Tales of invention and inventive tales

When we had a hot-weather spell back in August, I thought of Chester Greenwood, who invented earmuffs. Back around 1870 he was a young man in Farmington, Maine. He took a pair of new ice skates to Varnum Pond and froze his ears in the brisk winter breeze that prevailed. When he got home and thawed out he twisted some stiff wire into a frame and asked his mother to sew on some fur. There has been no excuse for frozen ears since.

In 1977, the Maine Legislature decreed an annual Chester Greenwood Day. And tomorrow, the town of Farmington will parade in earmuffs to honor the memory of the man who blessed the world with a needed boon.

But necessity need not mother all inventions, for Maine also gave us Hiram Maxim of Sangerville, who invented several explosives, along with the machine gun in 1883. Isaac Newton spelled out the machine gun in his laws of motion: To every action there is an equal and opposite reaction. Hiram merely followed instructions and used the recoil from each shot to load the gun for the next. Then he had but to wait for the World War.

Another Maine inventor made an automobile engine that didn't need spark plugs. He was a farmer in our town of Pownal, and kept a dairy herd of nine bulls and a heifer. This left him time to meditate and he made farm tractors to order before farm tractors were invented. He'd pick up discarded auto parts, meditate, and bolt them together so they'd do farm chores.

I remember an early model he made for Homer Tripp that used two Dodge pickup transmissions in tandem. It had great power, and if Homer put both transmissions in low the thing would plow backward. Homer was the only farmer in Androscoggin County who could turn the stile both going and coming.

One Tuesday afternoon, Thadeus (for that was the inventor's name) was meditating, and he began working on the spark plug.

"After all," he thought, "it's merely a sequentially interrupted impulse." One thing led to another and he said, "Why have a separate installation for each cylinder? Why not an oscillating continuous current that hesitates?" No sooner said than patented. That next week he delivered to Shorty Gilliam a farm tractor without spark plugs that is still running today after 75 years. Or so I have heard.
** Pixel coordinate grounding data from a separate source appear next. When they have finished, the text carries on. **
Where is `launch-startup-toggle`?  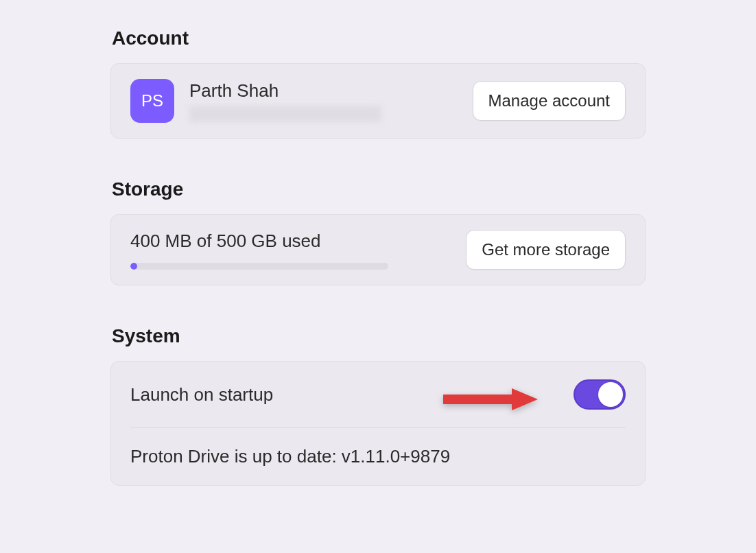
launch-startup-toggle is located at coordinates (600, 395). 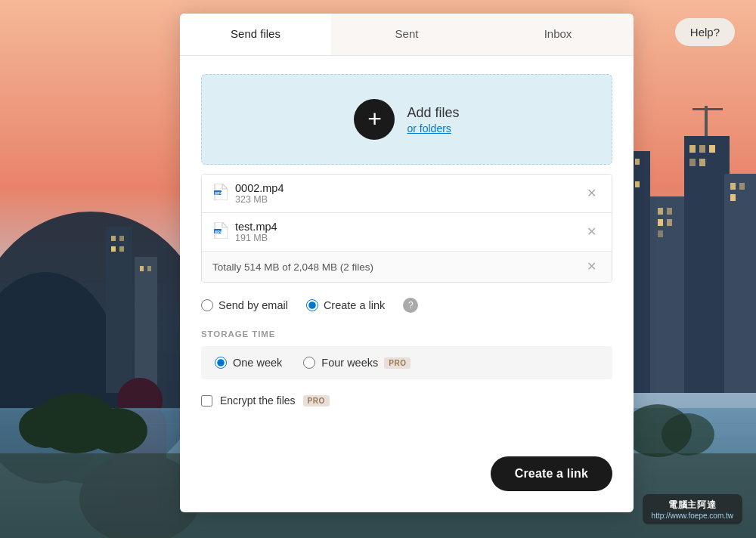 I want to click on tab-send-files: Send files, so click(x=256, y=35).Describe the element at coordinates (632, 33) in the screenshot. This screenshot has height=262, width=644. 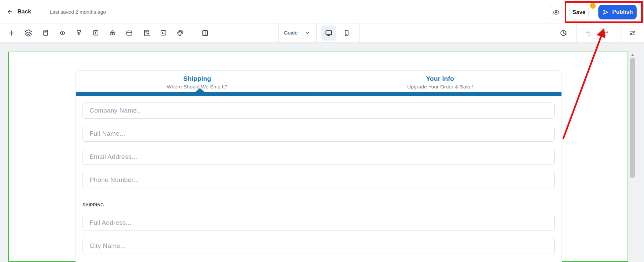
I see `page-settings-button` at that location.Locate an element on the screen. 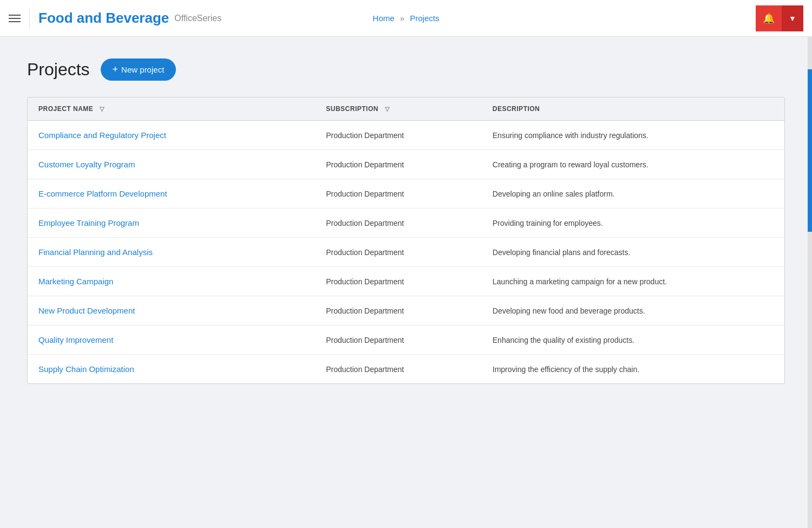 The image size is (812, 528). table-cell-name: Employee Training Program is located at coordinates (171, 223).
Instead of going to Henry Ford with his invention, Thadeus offered it wisely to the folks who make spark plugs. They bought it, junked it, and that is why we use spark plugs today. Thadeus still lives in the mansion he built at Antigua with his no-spark-plug money (or so I'm told).

Maine had another great inventor who lived in Wellington, next to Athens and Brighton, who read how a Dutch windmill is built on a turntable so it can be made to face any direction of the wind. He thought the Dutch couldn't be too smart, and he made a windmill that faced all directions at once so that it always faced into the wind.

So one calm morning this inventor was oiling the bearings when a breeze sprung up. The gentleman was inside the twirling vanes and couldn't get out, and as the breeze developed into a northwest blow that lasted 17 days, his predicament was deplorable.

At one time, more than 17,000 curious sightseers were in the field about the mill where they could see the inventor through the whirling vanes waiting for the wind to slack off. The inventor admitted later that from his vantage point inside the twirling vanes the distant Dutch didn't look all that stupid after all.

I must mention the Lombard family, pronounced "lum-b'd" in Maine. They were Waterville machinists who gave us the lombard, a steam log hauler, to replace the horses and oxen that brought sawlogs and pulpwood from stump to brow in the big days of Maine lumbering.

The lombard moved west to the forests of Wisconsin, Oregon, and Washington. Looking - but not much - like a railroad locomotive, a lombard can be seen at the Lumberman's Museum in Patten, Maine.

The lombard huffed and puffed like the steam choo-choo it was and pulled a sled train of logs over a specially built lumbering road called a loghaul. The snow on a loghaul was rolled, packed down, and then iced. Since a loghaul lacked the tracks of a railroad, the pony wheels of a lombard, which was a single sled, had to be steered.

And since this was too much to do by hand, the lombard had a team of horses out front to turn that sled as needed. A man up front on the lombard drove the team. That is, the whole lengthy equipage seemed to be drawn along by two horses.

The important thing for us about the lombard will be the traction. It introduced the cleat-track (or caterpillar) tread as invented by Mr. Lombard of Maine. It remained an innovation of the Maine woods until the British put it on their battle "tanks" in the World War of the nineteen-teens.

After that it appeared worldwide on all manner of heavy equipment, and the Lombard family yelped and whimpered about being robbed. Which I guess they were.

So much for now about Maine inventors.